Career Longevity and Turnover
Massage therapy has notably high turnover. The BLS reports that many job openings in the field come from replacing workers who transfer to different occupations or leave the workforce entirely, not from growth in demand. Repetitive motion problems and fatigue from standing for extended periods are the most common reasons.
Some therapists last decades by specializing in lighter modalities like craniosacral therapy or lymphatic drainage, or by shifting into teaching, management, or clinic ownership. Others burn out within a few years. Your career longevity depends heavily on how well you protect your body from the start: using proper mechanics, limiting your client load, and cross-training with exercise that supports the muscles you use most.
What You Can Expect to Earn
The median annual wage for massage therapists was $55,310 as of May 2023. Entry-level therapists near the 10th percentile earned around $15.50 per hour, or about $32,240 per year. Experienced therapists at the top of the field earned up to $46.01 per hour, or roughly $95,700 annually.

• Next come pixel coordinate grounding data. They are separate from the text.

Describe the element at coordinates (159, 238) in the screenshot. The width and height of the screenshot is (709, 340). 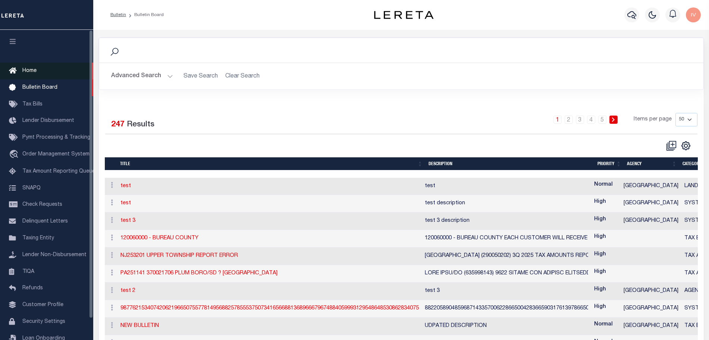
I see `a: 120060000 - BUREAU COUNTY` at that location.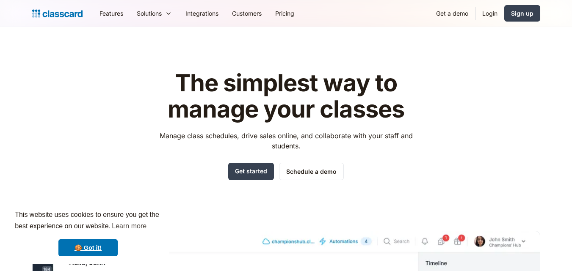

These numbers come with important context. Many massage therapists work part-time or as independent contractors, so annual earnings vary widely based on how many clients you see per week and whether you work for a spa, a chiropractic office, or yourself. Building a private practice with steady clientele takes time, often a year or more, and you’ll absorb costs like rent, supplies, liability insurance, and continuing education credits to maintain your license.
Tips can significantly supplement your income in spa settings, but they’re unpredictable. Therapists working in medical or clinical environments typically earn higher base rates but receive fewer tips.
Who It’s a Good Fit For
The people who do well in this career tend to share a few traits: they’re physically active, comfortable with prolonged close contact with strangers, genuinely interested in anatomy and how bodies work, and realistic about managing their own energy. You also need a tolerance for building a client base slowly, especially if you go the self-employed route.
The emotional dimension matters too. Clients often share personal health struggles, trauma histories, or simply use their session as a space to decompress. You’re not a therapist in the psychological sense, but you are holding space for people in vulnerable moments. That takes a kind of steady, boundaried empathy that not everyone finds natural.
If you’re drawn to hands-on healthcare work but don’t want to spend four or more years in school, massage therapy offers a realistic entry point. The academics are manageable with effort, the licensing process is straightforward, and the pay is decent. The real question isn’t whether you can get through school. It’s whether you can sustain the physical work for years without wrecking your body in the process.